Making Terraform module documenatation easier with the terraform-docs tool

When to write a module for Terraform
Well, if we read from the source at Hashicorp they state:
"In principle any combination of resources and other constructs can be factored out into a module, but over-using modules can make your overall Terraform configuration harder to understand and maintain, so we recommend moderation."
I can agree with this. However writing the code is not the hard part, the annoying part can be the documentation work. Luckily we can make good use of the terraform-docs
tool which can help us with this and dramatically reduce the amount of time required to complete modules.
How to use the tool
We will demonstrate it by creating a module for Terraform with the AzureRM provider. If you have never done this you will learn today!
First we will create a folder that needs to follow a certain naming convention for it to be accepted.
First I will create my root folder mkdir -p terraform-modules/terraform-azurerm-network
& cd
into it.
I will create all the files and populate them with the required content. Our goal is to provision a basic virtual network, route table and network security group. It will be created and the route table and NSG should be associated to the subnet we are privisioning automatically.
$ tree terraform-azurerm-network/
.
├── README.md
├── .gitignore
├── LICENSE (MIT)
├── main.tf
├── variables.tf
├── outputs.tf
├── network.tf
├── rg.tf
├── nsg.tf
├── rt.tf
You can find the contents of each file in my repo here
In this module we will use a DATA
block for the resource group which means we will use an existing RG. I will create one once we are ready to provision.
Now for the magic. I have not populated anything inside the README.md
file I have focused only on writing terraform configuration. Let us automagically create the documentation, you can find install instructions for terraform-docs here
At my terminal I will enter the following command:

As you can see by running cat
I can see that my README file is updated with all the required information needed.

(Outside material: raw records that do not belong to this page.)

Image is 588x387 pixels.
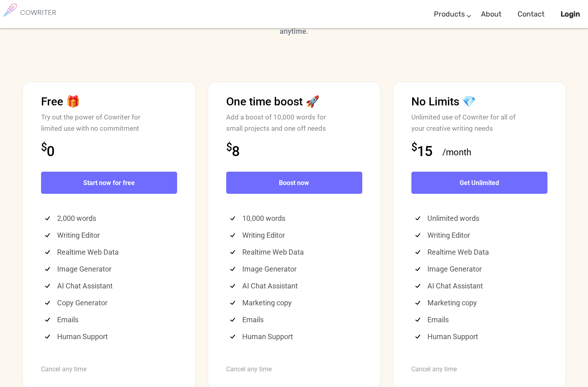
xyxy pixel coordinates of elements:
[434,3,465,26] a: Products
[45,277,177,295] li: AI Chat Assistant
[415,311,547,328] li: Emails
[460,179,499,187] b: Get Unlimited
[230,227,362,244] li: Writing Editor
[442,147,471,159] span: /month
[230,328,362,345] li: Human Support
[230,244,362,260] li: Realtime Web Data
[561,10,580,19] b: Login
[226,141,232,153] sup: $
[415,244,547,260] li: Realtime Web Data
[411,108,547,146] div: Unlimited use of Cowriter for all of your creative writing needs
[230,277,362,295] li: AI Chat Assistant
[230,311,362,328] li: Emails
[415,227,547,244] li: Writing Editor
[411,141,417,153] sup: $
[230,295,362,311] li: Marketing copy
[415,328,547,345] li: Human Support
[41,96,177,108] div: Free 🎁
[226,108,362,146] div: Add a boost of 10,000 words for small projects and one off needs
[415,210,547,227] li: Unlimited words
[45,328,177,345] li: Human Support
[415,277,547,295] li: AI Chat Assistant
[279,179,309,187] b: Boost now
[83,179,135,187] b: Start now for free
[45,260,177,277] li: Image Generator
[45,210,177,227] li: 2,000 words
[45,244,177,260] li: Realtime Web Data
[20,9,57,16] h6: COWRITER
[45,295,177,311] li: Copy Generator
[226,352,362,375] div: Cancel any time
[230,260,362,277] li: Image Generator
[411,172,547,194] a: Get Unlimited
[481,3,501,26] a: About
[41,352,177,375] div: Cancel any time
[230,210,362,227] li: 10,000 words
[226,146,250,158] div: 8
[411,146,442,158] div: 15
[45,227,177,244] li: Writing Editor
[41,146,64,158] div: 0
[41,141,47,153] sup: $
[45,311,177,328] li: Emails
[226,172,362,194] a: Boost now
[411,96,547,108] div: No Limits 💎
[415,260,547,277] li: Image Generator
[41,172,177,194] a: Start now for free
[41,108,177,146] div: Try out the power of Cowriter for limited use with no commitment
[518,3,544,26] a: Contact
[561,3,580,26] a: Login
[411,352,547,375] div: Cancel any time
[415,295,547,311] li: Marketing copy
[226,96,362,108] div: One time boost 🚀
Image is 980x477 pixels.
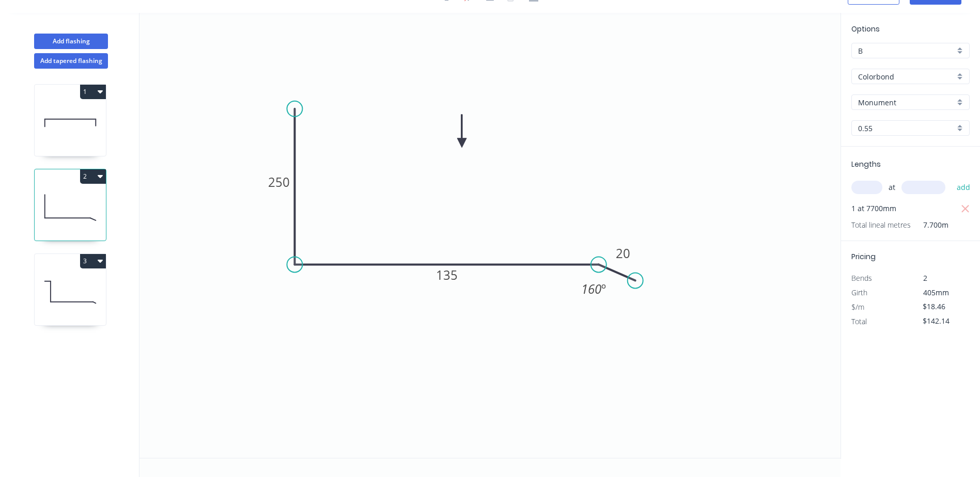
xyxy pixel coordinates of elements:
[436,266,457,283] tspan: 135
[851,273,872,283] span: Bends
[581,280,601,297] tspan: 160
[858,123,954,133] input: Thickness
[923,287,949,297] span: 405mm
[851,316,866,326] span: Total
[952,179,975,196] button: add
[910,218,948,232] span: 7.700m
[615,244,630,262] tspan: 20
[80,170,106,184] button: 2
[80,84,106,99] button: 1
[851,287,867,297] span: Girth
[851,251,875,262] span: Pricing
[923,273,927,283] span: 2
[858,71,954,82] input: Material
[601,280,606,297] tspan: º
[139,13,840,458] svg: 0
[851,201,896,216] span: 1 at 7700mm
[268,173,290,190] tspan: 250
[851,159,881,170] span: Lengths
[34,53,108,68] button: Add tapered flashing
[851,24,879,34] span: Options
[851,302,864,312] span: $/m
[858,45,954,56] input: Price level
[858,97,954,108] input: Colour
[888,180,895,195] span: at
[34,34,108,49] button: Add flashing
[851,218,910,232] span: Total lineal metres
[80,254,106,268] button: 3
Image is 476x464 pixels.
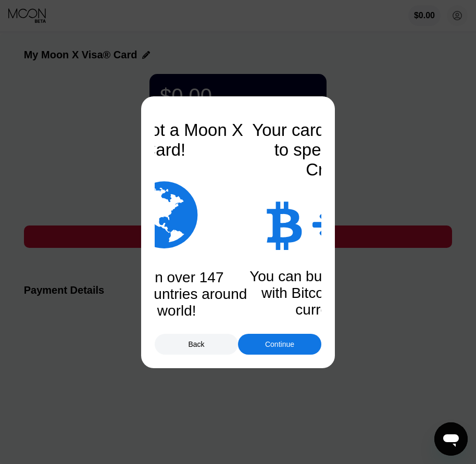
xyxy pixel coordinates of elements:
[248,268,415,318] div: You can buy Moon Credit with Bitcoin and other currencies.
[131,175,198,253] div: 
[265,340,295,348] div: Continue
[238,334,322,355] div: Continue
[434,422,468,456] iframe: Button to launch messaging window
[155,334,238,355] div: Back
[265,198,302,250] div: 
[81,120,248,160] div: You've got a Moon X Card!
[81,175,248,253] div: 
[313,211,335,236] div: 
[248,120,415,179] div: Your card allows you to spend Moon Credit.
[188,340,204,348] div: Back
[81,269,248,319] div: Spend in over 147 different countries around the world!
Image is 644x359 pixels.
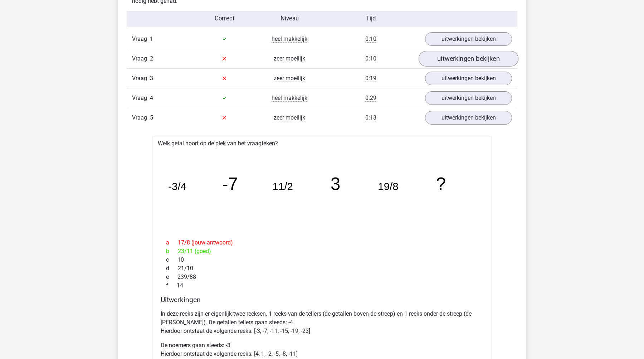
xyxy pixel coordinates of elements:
span: zeer moeilijk [274,114,305,122]
div: 21/10 [161,264,483,273]
a: uitwerkingen bekijken [425,91,512,105]
span: zeer moeilijk [274,75,305,82]
span: 0:29 [365,95,377,102]
span: 4 [150,95,153,101]
div: Correct [192,15,258,24]
a: uitwerkingen bekijken [419,51,518,67]
span: Vraag [132,94,150,103]
span: 2 [150,55,153,62]
span: b [166,247,178,255]
div: 23/11 (goed) [161,247,483,255]
div: 10 [161,255,483,264]
span: heel makkelijk [271,95,307,102]
a: uitwerkingen bekijken [425,72,512,85]
div: 14 [161,281,483,290]
span: f [166,281,177,290]
span: d [166,264,178,273]
span: zeer moeilijk [274,55,305,62]
tspan: 11/2 [272,180,293,193]
span: Vraag [132,35,150,43]
span: 1 [150,35,153,42]
tspan: 3 [331,174,341,193]
tspan: 19/8 [378,180,399,193]
div: 17/8 (jouw antwoord) [161,238,483,247]
span: 0:13 [365,114,377,122]
div: Niveau [257,15,322,24]
span: Vraag [132,113,150,122]
a: uitwerkingen bekijken [425,33,512,46]
h4: Uitwerkingen [161,296,483,304]
p: In deze reeks zijn er eigenlijk twee reeksen. 1 reeks van de tellers (de getallen boven de streep... [161,310,483,335]
span: 5 [150,114,153,121]
span: c [166,255,178,264]
tspan: -7 [223,174,238,193]
span: e [166,273,178,281]
tspan: ? [436,174,446,193]
a: uitwerkingen bekijken [425,111,512,125]
span: 0:10 [365,55,377,62]
tspan: -3/4 [168,180,187,193]
p: De noemers gaan steeds: -3 Hierdoor ontstaat de volgende reeks: [4, 1, -2, -5, -8, -11] [161,341,483,358]
span: a [166,238,178,247]
span: Vraag [132,74,150,82]
span: 0:19 [365,75,377,82]
div: Tijd [322,15,420,24]
span: 0:10 [365,35,377,42]
span: heel makkelijk [271,35,307,42]
span: Vraag [132,55,150,63]
span: 3 [150,75,153,82]
div: 239/88 [161,273,483,281]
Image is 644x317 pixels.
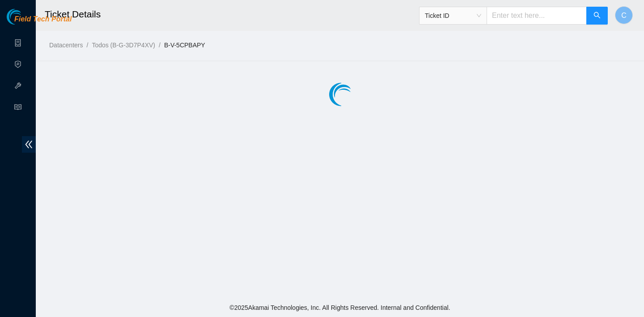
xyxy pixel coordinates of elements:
[586,7,607,25] button: search
[49,42,83,49] a: Datacenters
[425,9,481,22] span: Ticket ID
[593,12,600,21] span: search
[621,10,626,21] span: C
[36,298,644,317] footer: © 2025 Akamai Technologies, Inc. All Rights Reserved. Internal and Confidential.
[87,42,88,49] span: /
[7,16,71,28] a: Akamai TechnologiesField Tech Portal
[14,100,21,118] span: read
[7,9,46,25] img: Akamai Technologies
[92,42,155,49] a: Todos (B-G-3D7P4XV)
[615,6,632,24] button: C
[159,42,161,49] span: /
[164,42,205,49] a: B-V-5CPBAPY
[487,7,587,25] input: Enter text here...
[14,15,71,24] span: Field Tech Portal
[22,137,36,153] span: double-left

Now I am ready to provision. I will create a repository in Github with the same name as the root folder, note that it must be public so that the Terraform registry can find it.

And from the terminal I will push my local code

We also need to push a tag which I will for simplicitys sake we will do with the following commands in the terminal
git tag v1.0.0
git push origin tag v1.0.0
Publish the module
As long as you have an account you can head to this link HERE
And if you are authenticated properly you can now find your new module in the list, go ahead and publish it like I did here:

And there you go:

Let us test the module. Ideally you would have done this earlier locally if you were building something more complex but I was fairly confident that this would work (Sometimes famous last words).
In a new folder I will create a new main.tf
with the following content:

To run I will authenticate to Azure and create my required resource group:
az login
az account set -s <subID>
az group create -n rg-prod-sc-network -l swedencentral
And to run my terraform code:
terraform init
terraform plan
terraform apply -auto-approve
Finally if all went well we can see our new resources in the Portal:


Improvements to be made
Now as you can see we have some issues still with this module
- We forgot to set the name of the NSG to accept a variable, it was left hardcoded and therefor the NSG name became incorrect
- We force the use of an existing RG, perhaps we want to make it possible for the enduser to chose?
- We have made all variables mandatory, this is not very user friendly - what if we do not want to set a custom DNS server for example?
- We could reduce the amount of variables required with smarter variable types
Probably more things to improve upon, this is the nice thing with small improvements here and there everyday. This is afterall just v1.0.0 so we can iterate on this.
The goal of this article was to showcase the usefulness of the terrform-docs
tool - in the upcoming sections we will focus on how we can improve the module we have built already. I hope you will join me for that as well!